Sunday, 26 October 2014

The age of loneliness




Admittedly, I could say that every week. And I strongly urge anyone to read every one of his Guardian columns. But this one strikes very close for me. He describes something that was a major (the major) factor in naming this blog Anachronicles. There are several ways in which I feel out of synch with my time, although I have already mentioned that I sometime question how much other times really were (or will be) different, and how much comes from biased perception.

But I have always reckoned that much of it is genuine. And it is confirmed by data, as he shows. He calls our epoch the Age of Loneliness, which is appropriate, although I reckon that it is also an age of individualism (and he does cover that too). This feeling must be magnified by living in the UK: it appears to be pretty much the capital of the lonely/individualistic world.

Maybe there is a kind of paradox that I should feel so strongly about that when I guess quite a few people over the years would have considered me some kind of loner –it’s true that I am not a natural herd follower and that I would often not feel like joining in some “group fun” that did not look like fun to me. But I know that I was feeling estranged from distinctly superficial interactions, not from interactions per se. Far from a total loner, I have come to realise that pretty much all of my aspirations are about human contacts. 

It’s true that I have too many times been hit by unbelievably individualistic, selfish and outrageous behaviour while myself acting as such a team-player that I was giving no more priority to my interests than to those of the person about to wrong me, which probably makes me even more sensitive to the defects of our age. But even ignoring those extreme events, individualism is everywhere. In the office, many people go straight to their desks without saying hello to anyone, and give every impression of avoiding eye contact all day long with anyone trying to maintain that modicum of civility; many people theorise that it’s completely fair play to defend your interest at all costs, even if it means maintaining the most iniquitous situation, and indeed express their expectation that anyone should and will do so; Tories famously theorised that there is no such thing as society.

Yet, and again Monbiot confirms my impressions with data, this simply creates misery. We would be much happier with much less, if only we remembered the skill of sharing it.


_Problem details_: Every entry must be transcribed exactly. Pictures are not part of the copy.

##### Data to process

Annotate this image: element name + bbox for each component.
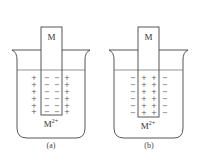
solution-charge: + [63, 109, 71, 116]
electrode-charge: + [150, 110, 158, 117]
ion-charge-a: 2+ [52, 118, 58, 124]
electrode-label-b: M [138, 32, 159, 42]
solution-charge: − [161, 110, 169, 117]
ion-charge-b: 2+ [149, 120, 155, 126]
ion-label-b: M2+ [133, 120, 163, 131]
electrode-charge: + [140, 110, 148, 117]
solution-charge: − [129, 110, 137, 117]
caption-a: (a) [36, 141, 66, 150]
electrode-label-a: M [41, 32, 62, 42]
solution-charge: + [30, 109, 38, 116]
caption-b: (b) [134, 141, 164, 150]
electrode-charge: − [53, 109, 61, 116]
ion-symbol-b: M [141, 121, 149, 131]
ion-label-a: M2+ [36, 118, 66, 129]
ion-symbol-a: M [44, 119, 52, 129]
electrode-charge: − [43, 109, 51, 116]
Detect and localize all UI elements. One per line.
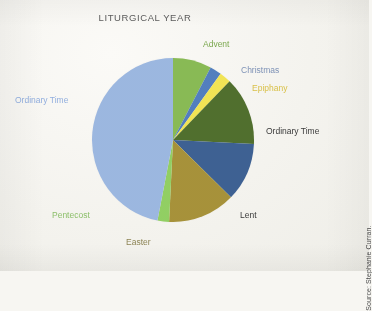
- pie-chart: [91, 57, 255, 223]
- pie-label-advent: Advent: [203, 40, 229, 49]
- pie-slice-ordinary-time-7[interactable]: [92, 58, 173, 220]
- pie-label-pentecost: Pentecost: [52, 211, 90, 220]
- pie-slice-group: [92, 58, 254, 222]
- pie-label-epiphany: Epiphany: [252, 84, 287, 93]
- pie-label-christmas: Christmas: [241, 66, 279, 75]
- pie-label-ordinary-time-left: Ordinary Time: [15, 96, 68, 105]
- source-credit: Source: Stephanie Curran.: [365, 225, 372, 310]
- page-title: LITURGICAL YEAR: [0, 12, 290, 23]
- pie-label-easter: Easter: [126, 238, 151, 247]
- pie-label-ordinary-time-right: Ordinary Time: [266, 127, 319, 136]
- pie-label-lent: Lent: [240, 211, 257, 220]
- pie-chart-svg: [91, 57, 255, 223]
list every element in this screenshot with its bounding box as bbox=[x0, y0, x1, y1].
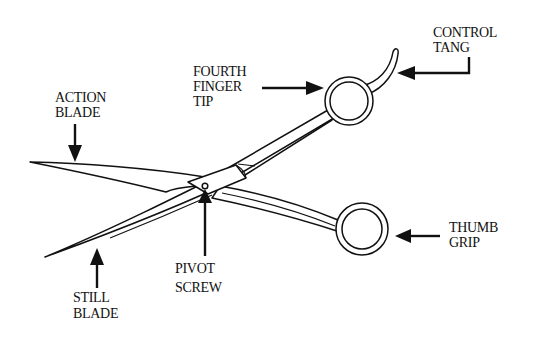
scissors-diagram: ACTION BLADE FOURTH FINGER TIP CONTROL T… bbox=[0, 0, 536, 338]
action-blade bbox=[30, 162, 205, 192]
action-blade-label-line2: BLADE bbox=[55, 105, 100, 120]
pivot-screw-label-line2: SCREW bbox=[175, 280, 223, 295]
control-tang-label-line1: CONTROL bbox=[433, 25, 497, 40]
arrow-left-icon bbox=[395, 229, 411, 243]
control-tang-arrow-shaft bbox=[412, 57, 469, 73]
label-thumb-grip: THUMB GRIP bbox=[395, 220, 498, 250]
label-fourth-finger-tip: FOURTH FINGER TIP bbox=[193, 64, 324, 109]
thumb-handle-shank bbox=[212, 186, 340, 232]
thumb-ring-inner bbox=[342, 209, 382, 249]
finger-handle-shank bbox=[228, 110, 334, 176]
arrow-up-icon bbox=[90, 248, 104, 265]
control-tang-label-line2: TANG bbox=[433, 40, 470, 55]
arrow-left-icon bbox=[397, 66, 415, 80]
arrow-right-icon bbox=[306, 81, 324, 95]
label-still-blade: STILL BLADE bbox=[73, 248, 118, 321]
arrow-down-icon bbox=[68, 145, 82, 162]
still-blade-label-line1: STILL bbox=[73, 290, 110, 305]
thumb-grip-label-line2: GRIP bbox=[449, 235, 480, 250]
still-blade-label-line2: BLADE bbox=[73, 306, 118, 321]
label-control-tang: CONTROL TANG bbox=[397, 25, 497, 80]
label-pivot-screw: PIVOT SCREW bbox=[175, 189, 223, 295]
label-action-blade: ACTION BLADE bbox=[55, 90, 106, 162]
fourth-finger-label-line2: FINGER bbox=[193, 79, 243, 94]
pivot-screw-head bbox=[202, 183, 208, 189]
thumb-grip-label-line1: THUMB bbox=[449, 220, 498, 235]
pivot-screw-label-line1: PIVOT bbox=[175, 261, 215, 276]
fourth-finger-label-line3: TIP bbox=[193, 94, 214, 109]
fourth-finger-label-line1: FOURTH bbox=[193, 64, 247, 79]
fourth-finger-ring-inner bbox=[330, 82, 368, 120]
action-blade-label-line1: ACTION bbox=[55, 90, 106, 105]
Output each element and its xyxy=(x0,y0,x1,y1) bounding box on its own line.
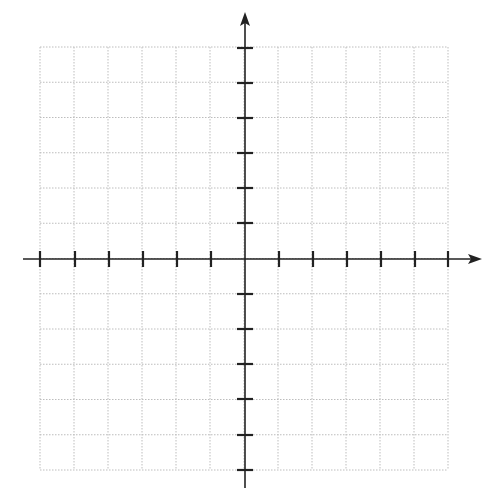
coordinate-plane xyxy=(0,0,491,495)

##########

_Your response_:
Annotate this image: element name + bbox for each component.
solution-charge: + [63, 109, 71, 116]
electrode-charge: + [150, 110, 158, 117]
ion-charge-a: 2+ [52, 118, 58, 124]
electrode-label-b: M [138, 32, 159, 42]
solution-charge: − [161, 110, 169, 117]
ion-charge-b: 2+ [149, 120, 155, 126]
ion-label-b: M2+ [133, 120, 163, 131]
electrode-charge: + [140, 110, 148, 117]
solution-charge: − [129, 110, 137, 117]
caption-a: (a) [36, 141, 66, 150]
electrode-label-a: M [41, 32, 62, 42]
solution-charge: + [30, 109, 38, 116]
caption-b: (b) [134, 141, 164, 150]
electrode-charge: − [53, 109, 61, 116]
ion-symbol-b: M [141, 121, 149, 131]
ion-label-a: M2+ [36, 118, 66, 129]
ion-symbol-a: M [44, 119, 52, 129]
electrode-charge: − [43, 109, 51, 116]
Detect and localize all UI elements. One per line.
- pie-chart: [91, 57, 255, 223]
- pie-label-advent: Advent: [203, 40, 229, 49]
- pie-slice-ordinary-time-7[interactable]: [92, 58, 173, 220]
- pie-label-pentecost: Pentecost: [52, 211, 90, 220]
- pie-slice-group: [92, 58, 254, 222]
- pie-label-epiphany: Epiphany: [252, 84, 287, 93]
- pie-label-christmas: Christmas: [241, 66, 279, 75]
- pie-label-ordinary-time-left: Ordinary Time: [15, 96, 68, 105]
- source-credit: Source: Stephanie Curran.: [365, 225, 372, 310]
- page-title: LITURGICAL YEAR: [0, 12, 290, 23]
- pie-label-easter: Easter: [126, 238, 151, 247]
- pie-label-ordinary-time-right: Ordinary Time: [266, 127, 319, 136]
- pie-label-lent: Lent: [240, 211, 257, 220]
- pie-chart-svg: [91, 57, 255, 223]
list every element in this screenshot with its bounding box as bbox=[x0, y0, x1, y1].
scissors-diagram: ACTION BLADE FOURTH FINGER TIP CONTROL T… bbox=[0, 0, 536, 338]
action-blade bbox=[30, 162, 205, 192]
action-blade-label-line2: BLADE bbox=[55, 105, 100, 120]
pivot-screw-label-line2: SCREW bbox=[175, 280, 223, 295]
control-tang-label-line1: CONTROL bbox=[433, 25, 497, 40]
arrow-left-icon bbox=[395, 229, 411, 243]
control-tang-arrow-shaft bbox=[412, 57, 469, 73]
label-thumb-grip: THUMB GRIP bbox=[395, 220, 498, 250]
label-fourth-finger-tip: FOURTH FINGER TIP bbox=[193, 64, 324, 109]
thumb-handle-shank bbox=[212, 186, 340, 232]
thumb-ring-inner bbox=[342, 209, 382, 249]
finger-handle-shank bbox=[228, 110, 334, 176]
arrow-up-icon bbox=[90, 248, 104, 265]
control-tang-label-line2: TANG bbox=[433, 40, 470, 55]
arrow-left-icon bbox=[397, 66, 415, 80]
arrow-right-icon bbox=[306, 81, 324, 95]
label-still-blade: STILL BLADE bbox=[73, 248, 118, 321]
arrow-down-icon bbox=[68, 145, 82, 162]
still-blade-label-line1: STILL bbox=[73, 290, 110, 305]
thumb-grip-label-line2: GRIP bbox=[449, 235, 480, 250]
still-blade-label-line2: BLADE bbox=[73, 306, 118, 321]
label-control-tang: CONTROL TANG bbox=[397, 25, 497, 80]
label-pivot-screw: PIVOT SCREW bbox=[175, 189, 223, 295]
label-action-blade: ACTION BLADE bbox=[55, 90, 106, 162]
fourth-finger-label-line2: FINGER bbox=[193, 79, 243, 94]
pivot-screw-head bbox=[202, 183, 208, 189]
thumb-grip-label-line1: THUMB bbox=[449, 220, 498, 235]
pivot-screw-label-line1: PIVOT bbox=[175, 261, 215, 276]
fourth-finger-label-line3: TIP bbox=[193, 94, 214, 109]
fourth-finger-label-line1: FOURTH bbox=[193, 64, 247, 79]
fourth-finger-ring-inner bbox=[330, 82, 368, 120]
action-blade-label-line1: ACTION bbox=[55, 90, 106, 105]
Output each element and its xyxy=(x0,y0,x1,y1) bounding box on its own line.
coordinate-plane xyxy=(0,0,491,495)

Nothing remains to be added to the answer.